Manaki Brothers

Semih Kaplanoğlu - recipient of the Special Camera 300 for Outstanding Contribution to World Cinematic Art

The winner of the “Golden Bear” at the Berlin Film Festival, Semih Kaplanoğlu, is this year’s laureate of the Special Camera 300 for Outstanding Contribution to World Cinematic Art.

Kaplanoğlu is one of the most successful and influential directors in Turkish cinema, having received 28 international awards and 10 nominations worldwide. He made his debut in 2001 with “Away from Home”, which earned him the Best Director Award at the Singapore Film Festival. In 2005, his second feature film, “Angel’s Fall”, had its world premiere at the Berlinale Forum and won the Best Film Award in Nantes, while his third feature film “Egg”, which premiered in 2007 at the Cannes Film Festival, won 30 awards. “Egg” was the first part of the “Yusuf Trilogy” that made Semih Kaplanoğlu into a world famous director. In 2008, the film “Milk” premiered in the Official Competition at the Venice Film Festival and proceeded to be screened at a number of other festivals around the world bringing him several international awards, including the FIPRESCI Prize at the Istanbul Film Festival.

For “Honey”, the third part of the “Yusuf Trilogy”, he received the “Golden Bear” at the 60 th edition of the Berlin Film Festival.
His films are characterized by metaphysical themes and a recognizable authorship in cinema art.

-Before I started making films, I was dedicated to poetry, and it was poetry that trained me. As you know, in poetry a lot needs to be said in very few words. This is the very the nature of the discipline, and this is the reason it also influenced my perception, or my actions, Kaplanoğlu said in an interview in 2017, during his visit to Skopje.

He believes that “real time should be adjusted to cinematic time”. 

“I want to convey the feeling of real time in cinema, because in everyday life we very rarely feel real time,” the author said in the same interview.

He has sat on the juries at the Cannes Film Festival, the European Film Academy, and the Asia-Pacific Screen Academy. In addition to cinema as his main preoccupation, Semih Kaplanoğlu was also writing articles between 1987 and 2003 that were published in periodicals dedicated to the arts, while between 1996 and 2000 he had a column in the daily newspaper “Radikal”.

He chose the 2017 film “Grain” to be screened in his honour at this year’s edition of the ICFF “Manaki Brothers”. The 35mm black-and-white film is a co-production between Turkey, Germany, France, Sweden and Qatar, with Jean-Marc Barr, Hermine Bravo, Grigoriy Dobrygin and Cristina Flutur, and was made over the course of five years. “Grain” won the Best Film Award at the 30 th Tokyo Film Festival.

In 2018, he began working on the “Commitment Trilogy”. 2019’s “Commitment Hasan” was nominated for an Oscar in Turkey, being the director’s first digital film. In 2020, he finished filming “Commitment Hasan” just before the outburst of the COVID pandemic, and is currently working on the final instalment of the trilogy, “Commitment Fikret,” which is an adaptation of the novel “A Mind at Peace” by the renowned Turkish author Ahmet Hamdi Tanpınar.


» TASK PROMPT: Lines holding the word "Image" are the ones to copy from the data below.

» MATERIAL TO PROCESS:
──────────

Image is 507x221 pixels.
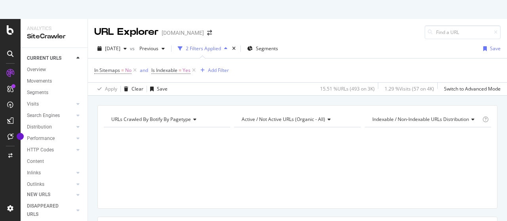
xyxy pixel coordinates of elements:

──────────

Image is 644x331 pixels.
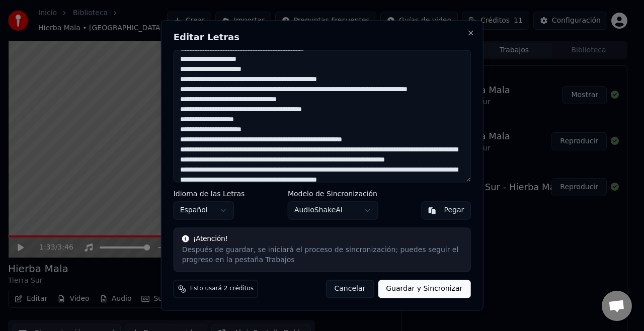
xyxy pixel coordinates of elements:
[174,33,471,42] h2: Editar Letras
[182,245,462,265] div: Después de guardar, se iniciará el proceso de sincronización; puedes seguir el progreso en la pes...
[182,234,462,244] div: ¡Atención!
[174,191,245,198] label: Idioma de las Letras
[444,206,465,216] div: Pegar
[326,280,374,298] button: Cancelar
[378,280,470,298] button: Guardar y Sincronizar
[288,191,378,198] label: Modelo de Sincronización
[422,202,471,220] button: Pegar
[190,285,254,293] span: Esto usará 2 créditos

──────────

» REPLY TO THE TASK:
Image is 507x221 pixels.
Image is 644x331 pixels.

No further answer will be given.